To my shame, I had never heard of Shane de Blacam, who won this year’s Architecture Prize at the Royal Academy last night and gave a charming, informative and beautifully illustrated account of the buildings he had designed as if for the first time.

He was trained at University College, Dublin and then went on a Fulbright Scholarship to study at the University of Pennsylvania which was obviously a good place to be in the late 1960s, not least because of the presence of Louis Kahn, with whom de Blacam worked as a project assistant on the Yale Center for British Art. He told a story which I had never heard that the first version of the project came out at $17 million (I think that was the figure, but wasn’t taking notes) but Paul Mellon refused to budge from the budget he had set of $14 million because he was annoyed by New Haven who had insisted on there being shops on the street (actually, a good thing). So, de Blacam was responsible for re-engineering the building to cost quite a lot less, which normally results in an impoverishment of the building’s character, but not at the YCBA with its luxurious use of white oak and concrete (Kahn died in 1974 and the building only opened in 1977, so quite a bit of the work at this stage must have been done by Anthony Pellecchia and Marshall Meyer who worked in Kahn’s office).

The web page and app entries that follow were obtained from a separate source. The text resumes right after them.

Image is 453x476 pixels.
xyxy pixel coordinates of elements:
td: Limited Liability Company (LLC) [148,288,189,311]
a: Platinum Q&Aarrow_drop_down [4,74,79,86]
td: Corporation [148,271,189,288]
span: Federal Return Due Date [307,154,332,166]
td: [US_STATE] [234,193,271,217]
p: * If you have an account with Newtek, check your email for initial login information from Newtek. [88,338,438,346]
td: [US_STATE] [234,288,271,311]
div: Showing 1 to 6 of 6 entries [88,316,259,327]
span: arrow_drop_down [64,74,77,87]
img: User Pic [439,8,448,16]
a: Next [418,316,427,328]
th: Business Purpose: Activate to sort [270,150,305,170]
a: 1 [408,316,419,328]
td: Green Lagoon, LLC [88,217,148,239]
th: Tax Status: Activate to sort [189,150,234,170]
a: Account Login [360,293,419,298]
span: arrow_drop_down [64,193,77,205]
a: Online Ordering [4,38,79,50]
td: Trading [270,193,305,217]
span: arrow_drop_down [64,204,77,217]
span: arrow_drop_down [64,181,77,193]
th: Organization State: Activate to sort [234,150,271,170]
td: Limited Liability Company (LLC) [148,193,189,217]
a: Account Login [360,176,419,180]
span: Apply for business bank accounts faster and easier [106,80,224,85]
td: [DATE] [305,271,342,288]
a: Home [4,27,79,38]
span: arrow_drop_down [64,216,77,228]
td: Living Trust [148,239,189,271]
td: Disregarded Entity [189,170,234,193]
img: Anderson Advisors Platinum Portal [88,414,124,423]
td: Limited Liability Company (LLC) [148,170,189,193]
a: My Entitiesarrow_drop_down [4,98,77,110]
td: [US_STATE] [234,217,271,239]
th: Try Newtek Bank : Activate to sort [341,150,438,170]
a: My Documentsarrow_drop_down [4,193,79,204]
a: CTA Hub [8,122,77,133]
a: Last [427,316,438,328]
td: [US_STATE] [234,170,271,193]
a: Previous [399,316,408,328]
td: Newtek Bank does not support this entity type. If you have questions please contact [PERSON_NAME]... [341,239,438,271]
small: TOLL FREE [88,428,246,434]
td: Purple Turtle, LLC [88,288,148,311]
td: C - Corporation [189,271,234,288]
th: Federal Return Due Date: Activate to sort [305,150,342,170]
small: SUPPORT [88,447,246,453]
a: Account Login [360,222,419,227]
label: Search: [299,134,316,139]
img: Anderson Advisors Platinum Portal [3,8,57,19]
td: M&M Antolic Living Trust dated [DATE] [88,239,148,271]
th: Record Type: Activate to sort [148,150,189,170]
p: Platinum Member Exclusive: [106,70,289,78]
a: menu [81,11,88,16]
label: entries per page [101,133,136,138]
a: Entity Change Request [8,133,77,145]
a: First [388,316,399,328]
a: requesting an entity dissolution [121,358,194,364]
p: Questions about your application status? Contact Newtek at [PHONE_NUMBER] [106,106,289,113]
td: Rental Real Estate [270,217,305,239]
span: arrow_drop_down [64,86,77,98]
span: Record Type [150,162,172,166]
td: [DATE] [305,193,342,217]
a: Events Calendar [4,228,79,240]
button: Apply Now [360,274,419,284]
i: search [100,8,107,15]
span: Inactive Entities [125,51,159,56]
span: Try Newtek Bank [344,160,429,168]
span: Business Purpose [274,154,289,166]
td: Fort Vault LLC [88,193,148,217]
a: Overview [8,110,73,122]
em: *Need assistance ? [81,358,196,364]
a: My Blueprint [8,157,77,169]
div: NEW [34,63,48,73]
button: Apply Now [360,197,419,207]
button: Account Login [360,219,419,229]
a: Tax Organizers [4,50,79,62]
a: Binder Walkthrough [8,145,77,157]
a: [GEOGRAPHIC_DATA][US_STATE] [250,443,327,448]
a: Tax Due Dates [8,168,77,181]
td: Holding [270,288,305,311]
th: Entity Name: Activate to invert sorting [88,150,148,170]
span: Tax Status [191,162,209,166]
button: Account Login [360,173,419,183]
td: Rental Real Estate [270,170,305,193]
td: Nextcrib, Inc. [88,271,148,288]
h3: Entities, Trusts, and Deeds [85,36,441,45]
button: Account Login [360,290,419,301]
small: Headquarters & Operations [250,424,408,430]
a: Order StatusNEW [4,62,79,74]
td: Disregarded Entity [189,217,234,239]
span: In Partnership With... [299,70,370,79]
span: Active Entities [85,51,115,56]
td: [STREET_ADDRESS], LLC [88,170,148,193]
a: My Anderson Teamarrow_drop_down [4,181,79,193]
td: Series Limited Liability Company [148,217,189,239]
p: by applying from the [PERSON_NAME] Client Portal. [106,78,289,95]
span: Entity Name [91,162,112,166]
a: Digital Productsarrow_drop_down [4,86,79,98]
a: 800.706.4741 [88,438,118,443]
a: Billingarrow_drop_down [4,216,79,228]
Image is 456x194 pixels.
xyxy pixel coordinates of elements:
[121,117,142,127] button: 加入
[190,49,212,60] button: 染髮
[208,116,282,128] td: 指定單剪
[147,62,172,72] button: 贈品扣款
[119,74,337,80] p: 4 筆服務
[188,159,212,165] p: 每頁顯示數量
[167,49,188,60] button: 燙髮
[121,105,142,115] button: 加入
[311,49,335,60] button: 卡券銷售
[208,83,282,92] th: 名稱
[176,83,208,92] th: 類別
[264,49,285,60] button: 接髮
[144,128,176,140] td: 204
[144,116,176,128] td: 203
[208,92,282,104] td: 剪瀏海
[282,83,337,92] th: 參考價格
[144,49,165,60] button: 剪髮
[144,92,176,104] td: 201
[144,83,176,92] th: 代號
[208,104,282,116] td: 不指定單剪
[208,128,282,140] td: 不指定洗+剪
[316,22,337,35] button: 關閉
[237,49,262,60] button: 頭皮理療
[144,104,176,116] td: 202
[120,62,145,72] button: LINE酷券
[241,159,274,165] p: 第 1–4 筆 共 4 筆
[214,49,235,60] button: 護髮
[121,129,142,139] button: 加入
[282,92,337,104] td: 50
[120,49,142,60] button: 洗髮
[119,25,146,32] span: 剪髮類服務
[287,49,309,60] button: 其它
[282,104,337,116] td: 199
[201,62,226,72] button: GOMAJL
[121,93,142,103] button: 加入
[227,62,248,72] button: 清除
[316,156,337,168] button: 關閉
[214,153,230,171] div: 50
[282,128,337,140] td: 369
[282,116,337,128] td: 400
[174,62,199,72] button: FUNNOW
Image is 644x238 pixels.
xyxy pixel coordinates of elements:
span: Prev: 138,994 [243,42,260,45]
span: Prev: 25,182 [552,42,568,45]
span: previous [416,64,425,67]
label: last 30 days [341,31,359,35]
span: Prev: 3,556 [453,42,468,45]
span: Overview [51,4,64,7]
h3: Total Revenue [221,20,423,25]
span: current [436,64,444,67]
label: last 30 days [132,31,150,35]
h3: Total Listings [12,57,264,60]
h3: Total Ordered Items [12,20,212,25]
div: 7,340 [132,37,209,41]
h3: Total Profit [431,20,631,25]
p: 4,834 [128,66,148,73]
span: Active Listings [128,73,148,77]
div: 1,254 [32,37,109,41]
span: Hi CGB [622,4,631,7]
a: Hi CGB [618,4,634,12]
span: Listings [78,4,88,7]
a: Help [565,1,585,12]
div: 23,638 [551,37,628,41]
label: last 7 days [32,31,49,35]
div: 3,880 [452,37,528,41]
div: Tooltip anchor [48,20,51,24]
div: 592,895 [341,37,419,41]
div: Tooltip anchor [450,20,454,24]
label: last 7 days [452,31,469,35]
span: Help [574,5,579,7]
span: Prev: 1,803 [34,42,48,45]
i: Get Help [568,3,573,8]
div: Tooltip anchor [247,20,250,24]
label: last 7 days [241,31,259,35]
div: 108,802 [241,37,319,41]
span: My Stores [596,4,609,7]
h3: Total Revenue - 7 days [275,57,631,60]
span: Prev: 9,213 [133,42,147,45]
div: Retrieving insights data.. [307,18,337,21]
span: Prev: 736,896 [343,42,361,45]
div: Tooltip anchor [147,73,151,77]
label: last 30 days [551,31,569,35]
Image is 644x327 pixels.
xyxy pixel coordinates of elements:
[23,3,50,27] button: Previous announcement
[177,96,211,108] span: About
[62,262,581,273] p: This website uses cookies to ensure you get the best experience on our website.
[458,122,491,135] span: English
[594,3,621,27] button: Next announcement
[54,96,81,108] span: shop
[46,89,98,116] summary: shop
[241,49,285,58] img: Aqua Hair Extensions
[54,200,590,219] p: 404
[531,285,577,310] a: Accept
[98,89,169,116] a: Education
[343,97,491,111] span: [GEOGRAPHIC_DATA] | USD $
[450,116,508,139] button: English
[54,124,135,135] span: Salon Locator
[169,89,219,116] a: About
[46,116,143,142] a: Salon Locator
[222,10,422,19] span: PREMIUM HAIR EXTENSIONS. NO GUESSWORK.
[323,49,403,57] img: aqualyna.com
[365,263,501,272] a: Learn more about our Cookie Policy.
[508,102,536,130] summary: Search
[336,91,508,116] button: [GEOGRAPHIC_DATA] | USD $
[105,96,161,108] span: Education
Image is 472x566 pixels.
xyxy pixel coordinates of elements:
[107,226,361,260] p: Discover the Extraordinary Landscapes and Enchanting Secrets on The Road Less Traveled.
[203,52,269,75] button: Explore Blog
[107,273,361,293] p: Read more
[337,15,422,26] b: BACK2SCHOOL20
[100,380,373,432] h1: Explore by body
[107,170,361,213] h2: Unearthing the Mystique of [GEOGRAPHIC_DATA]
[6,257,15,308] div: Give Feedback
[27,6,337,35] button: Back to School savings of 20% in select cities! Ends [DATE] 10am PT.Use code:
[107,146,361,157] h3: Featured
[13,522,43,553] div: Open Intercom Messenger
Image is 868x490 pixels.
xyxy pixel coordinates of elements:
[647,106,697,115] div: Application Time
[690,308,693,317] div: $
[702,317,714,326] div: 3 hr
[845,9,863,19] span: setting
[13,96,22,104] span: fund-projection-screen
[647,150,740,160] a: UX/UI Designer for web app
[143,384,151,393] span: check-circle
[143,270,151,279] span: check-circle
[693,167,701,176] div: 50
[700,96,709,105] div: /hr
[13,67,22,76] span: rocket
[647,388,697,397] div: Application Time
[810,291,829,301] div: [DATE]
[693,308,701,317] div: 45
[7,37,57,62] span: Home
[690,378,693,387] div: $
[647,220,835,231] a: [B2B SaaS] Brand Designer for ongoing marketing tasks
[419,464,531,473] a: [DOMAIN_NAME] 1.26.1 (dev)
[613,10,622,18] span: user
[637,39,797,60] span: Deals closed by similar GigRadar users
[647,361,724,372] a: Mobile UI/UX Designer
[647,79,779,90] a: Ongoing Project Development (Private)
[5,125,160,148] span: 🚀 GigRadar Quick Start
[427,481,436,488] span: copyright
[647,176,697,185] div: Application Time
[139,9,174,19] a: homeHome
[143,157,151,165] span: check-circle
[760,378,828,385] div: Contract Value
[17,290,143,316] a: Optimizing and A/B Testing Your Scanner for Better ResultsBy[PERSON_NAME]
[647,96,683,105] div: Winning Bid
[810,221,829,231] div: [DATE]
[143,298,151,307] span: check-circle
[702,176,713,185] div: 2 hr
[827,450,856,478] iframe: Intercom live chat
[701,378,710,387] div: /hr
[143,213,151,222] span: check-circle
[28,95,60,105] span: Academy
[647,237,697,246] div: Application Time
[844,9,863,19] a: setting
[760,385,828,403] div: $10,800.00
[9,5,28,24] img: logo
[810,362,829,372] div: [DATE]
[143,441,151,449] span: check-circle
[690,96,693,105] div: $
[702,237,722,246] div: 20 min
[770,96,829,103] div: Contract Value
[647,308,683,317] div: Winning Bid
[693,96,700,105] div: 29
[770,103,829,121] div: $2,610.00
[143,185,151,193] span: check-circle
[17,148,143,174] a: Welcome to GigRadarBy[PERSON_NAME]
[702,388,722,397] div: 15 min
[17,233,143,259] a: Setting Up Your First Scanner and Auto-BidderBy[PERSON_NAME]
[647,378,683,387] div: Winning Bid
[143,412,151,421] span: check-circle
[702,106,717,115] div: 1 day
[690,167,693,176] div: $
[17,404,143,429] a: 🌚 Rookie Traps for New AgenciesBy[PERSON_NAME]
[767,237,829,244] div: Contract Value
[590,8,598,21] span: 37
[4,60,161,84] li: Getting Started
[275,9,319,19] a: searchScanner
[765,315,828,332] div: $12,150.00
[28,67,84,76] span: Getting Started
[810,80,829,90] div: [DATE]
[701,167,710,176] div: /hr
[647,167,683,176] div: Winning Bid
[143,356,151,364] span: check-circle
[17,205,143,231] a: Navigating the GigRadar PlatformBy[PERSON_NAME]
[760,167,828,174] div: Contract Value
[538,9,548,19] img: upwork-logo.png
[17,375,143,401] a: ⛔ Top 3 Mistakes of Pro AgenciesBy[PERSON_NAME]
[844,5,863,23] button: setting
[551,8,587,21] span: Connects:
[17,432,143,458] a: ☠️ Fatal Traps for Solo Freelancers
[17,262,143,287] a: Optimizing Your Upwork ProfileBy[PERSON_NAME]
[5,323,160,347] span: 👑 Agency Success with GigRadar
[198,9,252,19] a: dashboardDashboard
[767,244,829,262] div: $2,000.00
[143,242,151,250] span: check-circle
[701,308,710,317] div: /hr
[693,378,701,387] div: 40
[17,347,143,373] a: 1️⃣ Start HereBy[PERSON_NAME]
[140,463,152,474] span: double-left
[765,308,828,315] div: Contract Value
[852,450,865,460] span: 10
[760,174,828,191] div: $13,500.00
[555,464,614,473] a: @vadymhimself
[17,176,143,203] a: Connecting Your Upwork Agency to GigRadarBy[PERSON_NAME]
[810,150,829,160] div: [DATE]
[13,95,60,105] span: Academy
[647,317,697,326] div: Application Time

De Blacam then went back to teach at University College, Dublin which he was obviously brilliant at to judge by the number of his former students from Dublin who where in the audience, before setting up in practice with a colleague, the late John Meagher who had studied in Helsinki before working for Venturi Scott Brown, also in Philadelphia. I now realise that we were only shown a relatively small proportion of their projects, but they were without exception exceptionally interesting – beautifully drawn, carefully considered, an unusual mixture of modernism, but with declared, sometimes modern, historical references, including a recreation of Adolf Loos’s Karntner Bar at Trinity College, Dublin and much acknowledgement of Kahn and Asplund.

There was little indication of the dates at which the projects were done, so I have looked up when they were done (some are undated on their website).

This is a residential block inserted into the medieval part of Dublin, finished in 2000:-

This is the courtyard of the Cork Institute of Technology, completed in 2007:-

The Abbeyleix Library (2009):-

I hope it’s OK to have reproduced the photographs which are by Peter Cook.